GHSA-5fm9-h728-fwpj
trust-dns vulnerable to Remote Attackers causing Denial-of-Service (packet loops) with crafted DNS packets
Blast Radius
trust-dns-server🦀trust-dns-serverReal-time download stats are indexed for npm and PyPI packages. This vulnerability affects crates.io packages — download data is not available via public APIs for these ecosystems.
Description
trust-dns and trust-dns-server are vulnerable to remotely triggered denial-of-service attacks, consuming both network and CPU resources.
DNS messages with the QR=1 bit set are responded to with a FormErr response.
This allows creating a traffic loop, in which these FormErr responses are sent nonstop between vulnerable servers.
There are two scenarios how this can be exploited: 1) Create a loop between two instances of trust-dns, consuming network resources, or 2) consuming the CPU of a single instance.
With two instances A and B an attacker sends a DNS query with a spoofed source IP address to A.
A replies with a FormErr to B.
Now both servers with ping-pong the message back and forth until by chance the packet is dropped in the network.
Multiple spoofed packets can be sent by the attacker, increasing resource consumption.
A single server can get locked up replying to itself. Same setup as above, but now A sends the reply to itself. The packet is sent out as fast as the CPU and network stack manage. This locks up a CPU core. Multiple packets from the attacker consume multiple CPU cores.
Affected Packages
| Ecosystem | Package | Vulnerable range | Fix |
|---|---|---|---|
| 🦀crates.io | trust-dns-server | all versions | 0.22.1 |
| 🦀crates.io | trust-dns-server | ≥ 0.23.0-alpha.2&&< 0.23.0-alpha.3 | 0.23.0-alpha.3 |
Detection & mitigation playbook
Open-source dependencyDetect
Scan your dependency tree (package-lock.json, pnpm-lock.yaml, requirements.txt, go.sum, etc.) for trust-dns-server. O3's reachability analysis confirms whether the vulnerable code path is actually invoked in your application, so you act on real exposure instead of every transitive match.
Fix
Update trust-dns-server to 0.22.1 or later, then make sure no transitive (indirect) dependency still pins the vulnerable range — O3 confirms GHSA-5fm9-h728-fwpj is resolved across your whole dependency graph.
Workarounds
If you can't upgrade right away: gate or disable the affected feature, validate untrusted input at the boundary, and avoid passing attacker-controlled data into the vulnerable path. O3's runtime protection blocks exploitation in production as an interim safeguard until the upgrade lands.
How O3 protects you
O3 pinpoints whether GHSA-5fm9-h728-fwpj is reachable in your code and exactly where to fix it, then blocks exploitation in production at runtime until the patched version is deployed.
Tailored to GHSA-5fm9-h728-fwpj. Runtime protection reduces exposure until a permanent patch is applied and verified — it complements patching, it doesn't replace it.
Frequently Asked Questions
Is GHSA-5fm9-h728-fwpj in your dependencies?
O3 detects GHSA-5fm9-h728-fwpj across crates.io dependencies and uses function-level reachability to confirm whether the vulnerable code path is actually reachable — not just present. No false positives.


EXERCISE AIM: Will you output the entries below exactly, skipping every image they contain?
──────
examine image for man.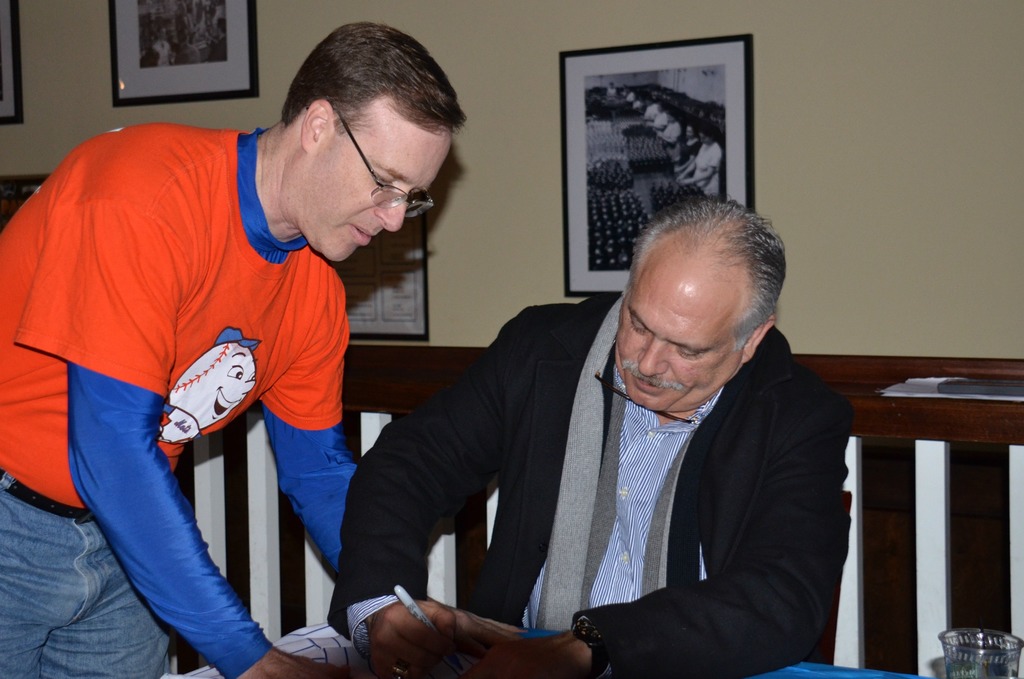
Examination result: [x1=324, y1=187, x2=853, y2=678].
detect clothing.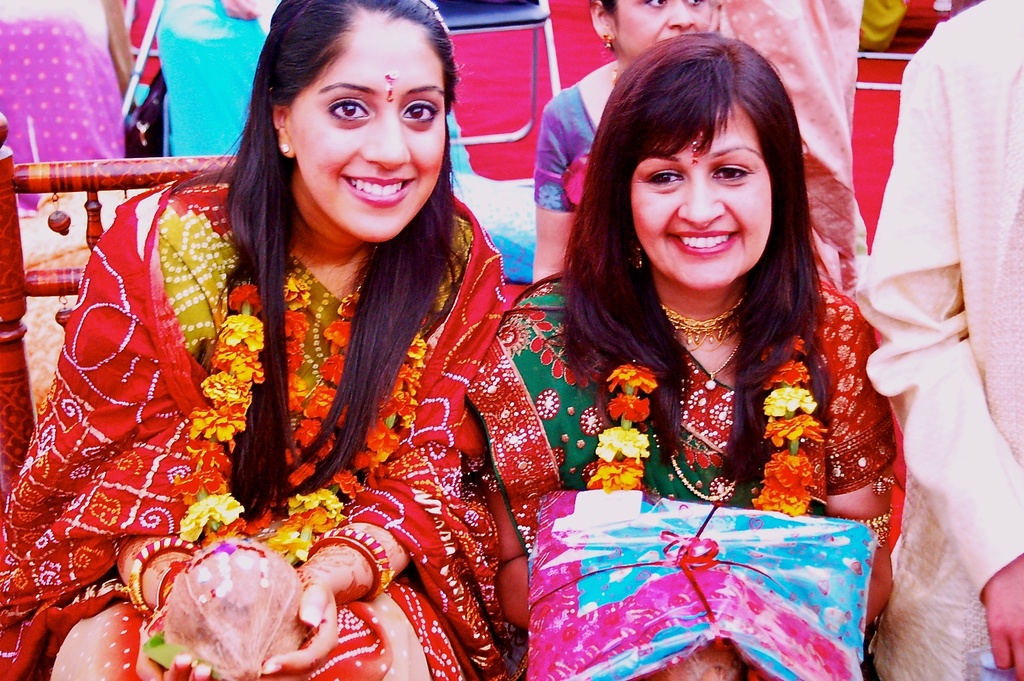
Detected at bbox=[0, 170, 522, 680].
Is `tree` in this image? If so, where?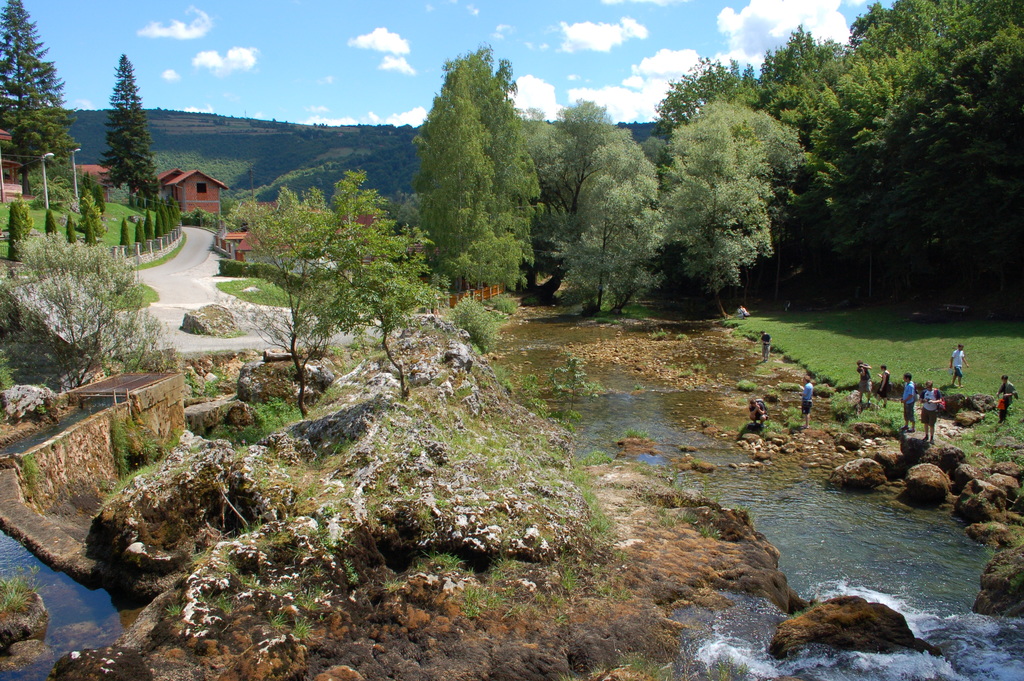
Yes, at x1=792, y1=84, x2=852, y2=177.
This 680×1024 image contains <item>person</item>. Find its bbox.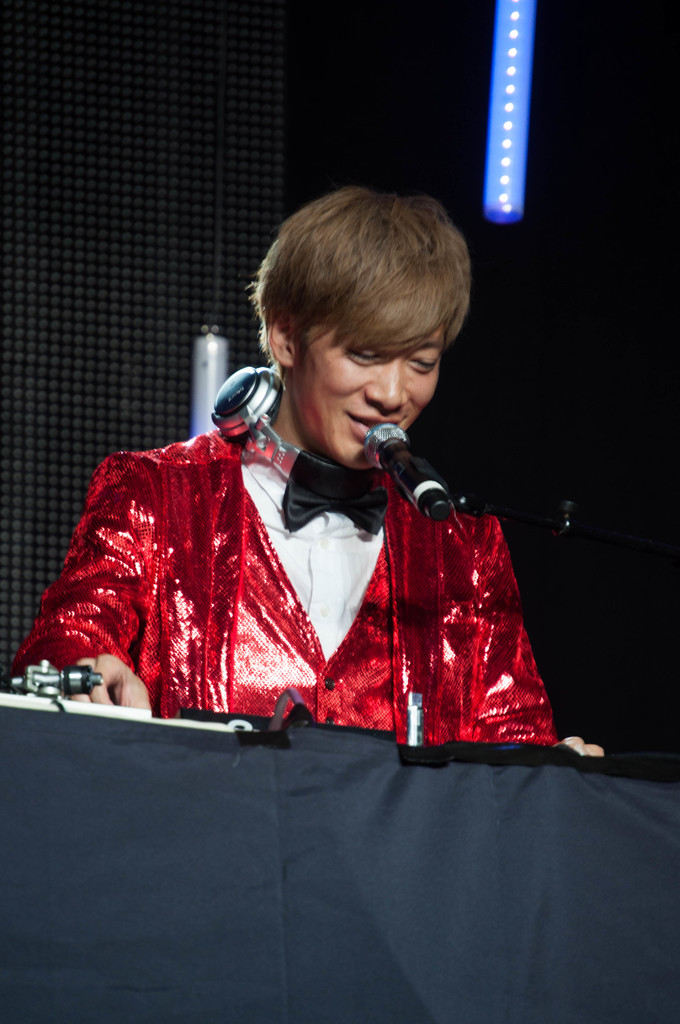
box(58, 212, 575, 742).
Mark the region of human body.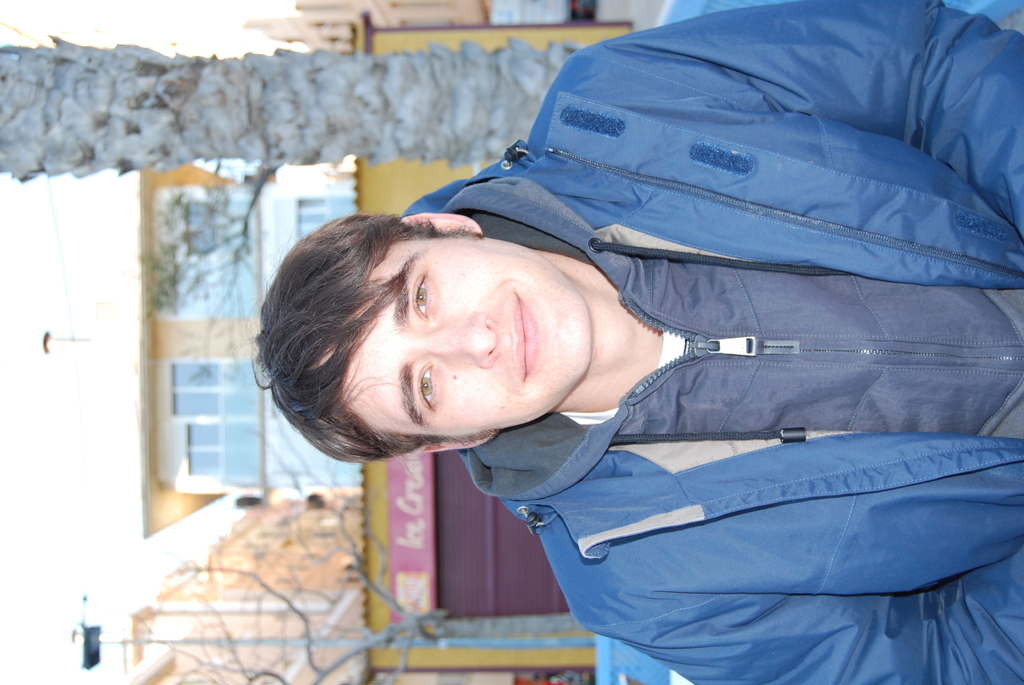
Region: select_region(234, 0, 1023, 684).
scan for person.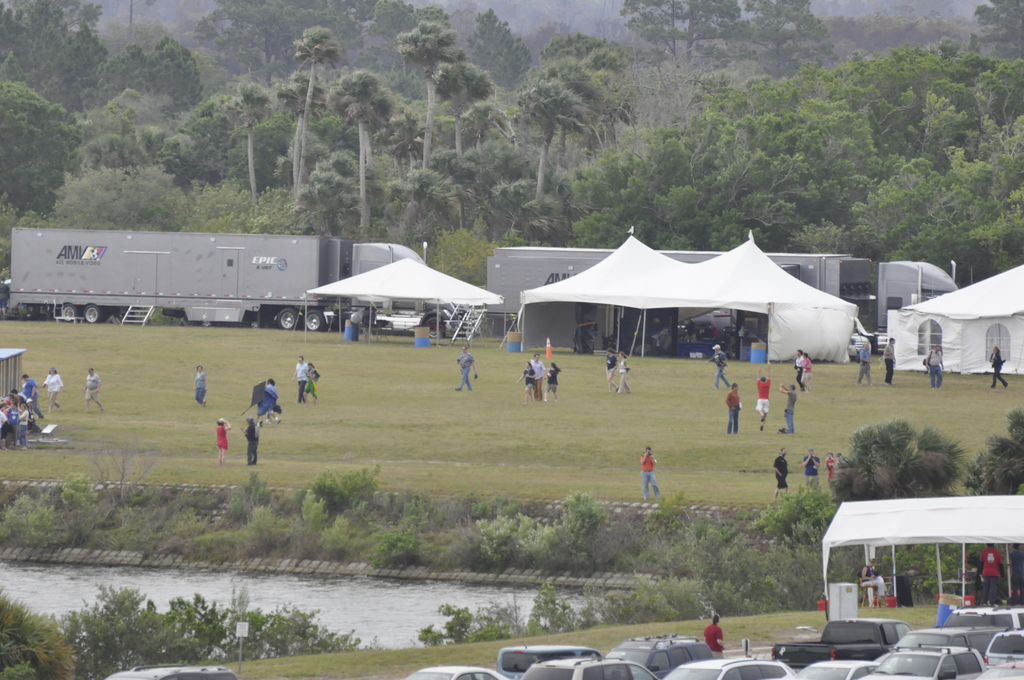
──────
REPLY TO THE TASK:
examine image for man.
Examination result: [x1=324, y1=187, x2=853, y2=678].
detect clothing.
Detected at bbox=[0, 170, 522, 680].
Is `tree` in this image? If so, where?
Yes, at x1=792, y1=84, x2=852, y2=177.
This 680×1024 image contains <item>person</item>. Find its bbox.
box(58, 212, 575, 742).
Mark the region of human body.
Region: select_region(234, 0, 1023, 684).
scan for person.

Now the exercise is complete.